Still the good war?
Michael Crowley’s new piece on Afghanistan should be a sobering read for liberal hawks: For the left in the Bush era, America’s two wars have long been divided into the good and the bad. Iraq was the moral and strategic catastrophe, while Afghanistan–home base for the September 11 attacks–was a righteous fight. This dichotomy was ...
Michael Crowley's new piece on Afghanistan should be a sobering read for liberal hawks:
Michael Crowley’s new piece on Afghanistan should be a sobering read for liberal hawks:
For the left in the Bush era, America’s two wars have long been divided into the good and the bad. Iraq was the moral and strategic catastrophe, while Afghanistan–home base for the September 11 attacks–was a righteous fight. This dichotomy was especially appealing to liberals because it allowed them to pair their call for withdrawal from Iraq with a call for escalation in Afghanistan. Leaving Iraq wasn’t about retreating; it was about bolstering another front, one where our true strategic interests lie. The left could meet conservative charges of defeatism with the rhetoric of victory. Barack Obama is now getting ready to turn this idea into policy. He has already called for sending an additional two U.S. brigades, or roughly 10,000 troops, to the country and may wind up proposing a much larger escalation in what candidate Obama has called "the war we need to win."
But, as Nagl understands at the ground level, winning in Afghanistan will take more than just shifting a couple of brigades from the bad war to the good one.
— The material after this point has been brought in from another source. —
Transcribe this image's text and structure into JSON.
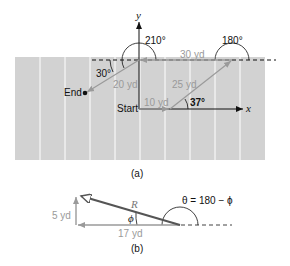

Securing Afghanistan–and preserving a government and society we can be proud of–is vastly more challenging than the rhetoric of the campaign has suggested […] The challenge of exiting Iraq was supposed to be the first great foreign policy test of Obama’s presidency. But it is Afghanistan that now looms as the potential quagmire.
It’s certainly worth questioning to what degree the Democrats’ enthusiasm for the fight in Afghanistan has been an effort to protect their right flank while opposing the war in Iraq. This isn’t so say that this fight isn’t necessary, but it’s going to be far more painful than most of its supporters realize.
For what it’s worth, the U.S. escalation in Afghanistan has, to a large extent, already begun.